I’m watching Doctor Who with my son. I’m caught up through half of the Capaldi episodes. He started from zero. We’re late into the Matt Smith shows and while I like Tennant best, the writing for Smith is just incredible.
Yes he got a Gaiman episode and that’s bound to skew things, but the planning and the long game relating to the Ponds is breathtaking.
My plan here is not to lionize Doctor Who, it’s writers and actors. I’m here to tell you how to turn people off of a show that you love.
Start with your favorite episode.
Continuing with the Doctor Who connection, I’d pin my favorite episodes as “Blink,” “Family of Blood,” and “The Doctor’s Wife.” All three are incomprehensible to the virgin viewer. They will not be impressed.
People trying to turn their friends on to new shows often make the same mistake. The best episodes are the ones that challenge the accepted. They make you look at the character in a new and different way. That’s what makes the episodes great. That’s what makes the episodes useless for indoctrinating new viewers. They make no sense, or rather they might make sense but without context they hold no special position in the land of story.
If you want to convert a friend to your show you need to start from the beginning. Sorry.
“Blink” is an incredible story, but it’s more horrible (it’s terrifying, really) if you realize that the largely absent Doctor is fighting to return from a loss. “Family of Blood” is remarkable because of the vengeance the Doctor deals. You realize how much restraint he had before and here he let go. He exercised his full power in vengeance. The Doctors wife is incomprehensible if you haven’t been drenched it Who lore. Petrichor.
Everybody wants the highlights and I understand, but the highlights are highlights because groundwork was laid. Your friends will not embrace the show you love if you introduce it to them this way. I’m sorry. I’m so sorry.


> **TASK GOAL**
Please output the following records exactly. Leave every image out.

> **DATASET EXTRACT**
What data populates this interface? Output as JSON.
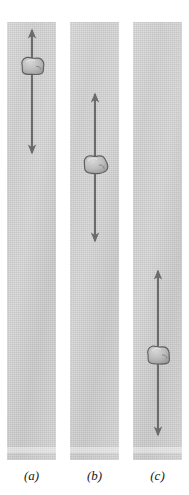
{
  "figure": {
    "type": "diagram",
    "background_color": "#ffffff",
    "column_color": "#d4d4d4",
    "arrow_color": "#6b6b6b",
    "rock_fill_color": "#b7b7b7",
    "rock_outline_color": "#5f5f5f",
    "label_color": "#1a1a1a"
  },
  "panels": [
    {
      "id": "a",
      "label": "(a)",
      "column": {
        "x": 7,
        "y": 22,
        "width": 49,
        "height": 438
      },
      "arrow": {
        "center_x": 32,
        "top_y": 30,
        "bottom_y": 153,
        "double_headed": true,
        "length": 123
      },
      "rock": {
        "center_x": 32,
        "center_y": 66,
        "width": 23,
        "height": 17,
        "position_along_arrow": "near-top"
      }
    },
    {
      "id": "b",
      "label": "(b)",
      "column": {
        "x": 70,
        "y": 22,
        "width": 49,
        "height": 438
      },
      "arrow": {
        "center_x": 95,
        "top_y": 94,
        "bottom_y": 241,
        "double_headed": true,
        "length": 147
      },
      "rock": {
        "center_x": 95,
        "center_y": 165,
        "width": 25,
        "height": 18,
        "position_along_arrow": "upper-middle"
      }
    },
    {
      "id": "c",
      "label": "(c)",
      "column": {
        "x": 133,
        "y": 22,
        "width": 49,
        "height": 438
      },
      "arrow": {
        "center_x": 158,
        "top_y": 271,
        "bottom_y": 435,
        "double_headed": true,
        "length": 164
      },
      "rock": {
        "center_x": 158,
        "center_y": 355,
        "width": 24,
        "height": 18,
        "position_along_arrow": "middle"
      }
    }
  ]
}
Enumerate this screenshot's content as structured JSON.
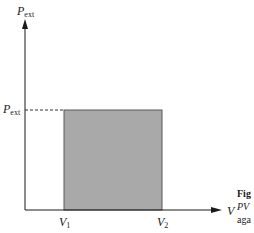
{
  "diagram": {
    "type": "PV diagram",
    "y_axis": {
      "symbol": "P",
      "subscript": "ext"
    },
    "x_axis": {
      "symbol": "V"
    },
    "y_tick": {
      "symbol": "P",
      "subscript": "ext"
    },
    "x_ticks": [
      {
        "symbol": "V",
        "subscript": "1"
      },
      {
        "symbol": "V",
        "subscript": "2"
      }
    ],
    "shaded_region": {
      "fill": "#a9a9a9",
      "from": "V1",
      "to": "V2",
      "height": "Pext"
    },
    "colors": {
      "axis": "#1a1a1a",
      "shade": "#a9a9a9",
      "border": "#555555"
    }
  },
  "caption": {
    "line1": "Fig",
    "line2": "PV",
    "line3": "aga"
  }
}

> **SOLUTION TO THE EXERCISE**
What data populates this interface? Output as JSON.
{
  "figure": {
    "type": "diagram",
    "background_color": "#ffffff",
    "column_color": "#d4d4d4",
    "arrow_color": "#6b6b6b",
    "rock_fill_color": "#b7b7b7",
    "rock_outline_color": "#5f5f5f",
    "label_color": "#1a1a1a"
  },
  "panels": [
    {
      "id": "a",
      "label": "(a)",
      "column": {
        "x": 7,
        "y": 22,
        "width": 49,
        "height": 438
      },
      "arrow": {
        "center_x": 32,
        "top_y": 30,
        "bottom_y": 153,
        "double_headed": true,
        "length": 123
      },
      "rock": {
        "center_x": 32,
        "center_y": 66,
        "width": 23,
        "height": 17,
        "position_along_arrow": "near-top"
      }
    },
    {
      "id": "b",
      "label": "(b)",
      "column": {
        "x": 70,
        "y": 22,
        "width": 49,
        "height": 438
      },
      "arrow": {
        "center_x": 95,
        "top_y": 94,
        "bottom_y": 241,
        "double_headed": true,
        "length": 147
      },
      "rock": {
        "center_x": 95,
        "center_y": 165,
        "width": 25,
        "height": 18,
        "position_along_arrow": "upper-middle"
      }
    },
    {
      "id": "c",
      "label": "(c)",
      "column": {
        "x": 133,
        "y": 22,
        "width": 49,
        "height": 438
      },
      "arrow": {
        "center_x": 158,
        "top_y": 271,
        "bottom_y": 435,
        "double_headed": true,
        "length": 164
      },
      "rock": {
        "center_x": 158,
        "center_y": 355,
        "width": 24,
        "height": 18,
        "position_along_arrow": "middle"
      }
    }
  ]
}
Enumerate this screenshot's content as structured JSON.
{
  "diagram": {
    "type": "PV diagram",
    "y_axis": {
      "symbol": "P",
      "subscript": "ext"
    },
    "x_axis": {
      "symbol": "V"
    },
    "y_tick": {
      "symbol": "P",
      "subscript": "ext"
    },
    "x_ticks": [
      {
        "symbol": "V",
        "subscript": "1"
      },
      {
        "symbol": "V",
        "subscript": "2"
      }
    ],
    "shaded_region": {
      "fill": "#a9a9a9",
      "from": "V1",
      "to": "V2",
      "height": "Pext"
    },
    "colors": {
      "axis": "#1a1a1a",
      "shade": "#a9a9a9",
      "border": "#555555"
    }
  },
  "caption": {
    "line1": "Fig",
    "line2": "PV",
    "line3": "aga"
  }
}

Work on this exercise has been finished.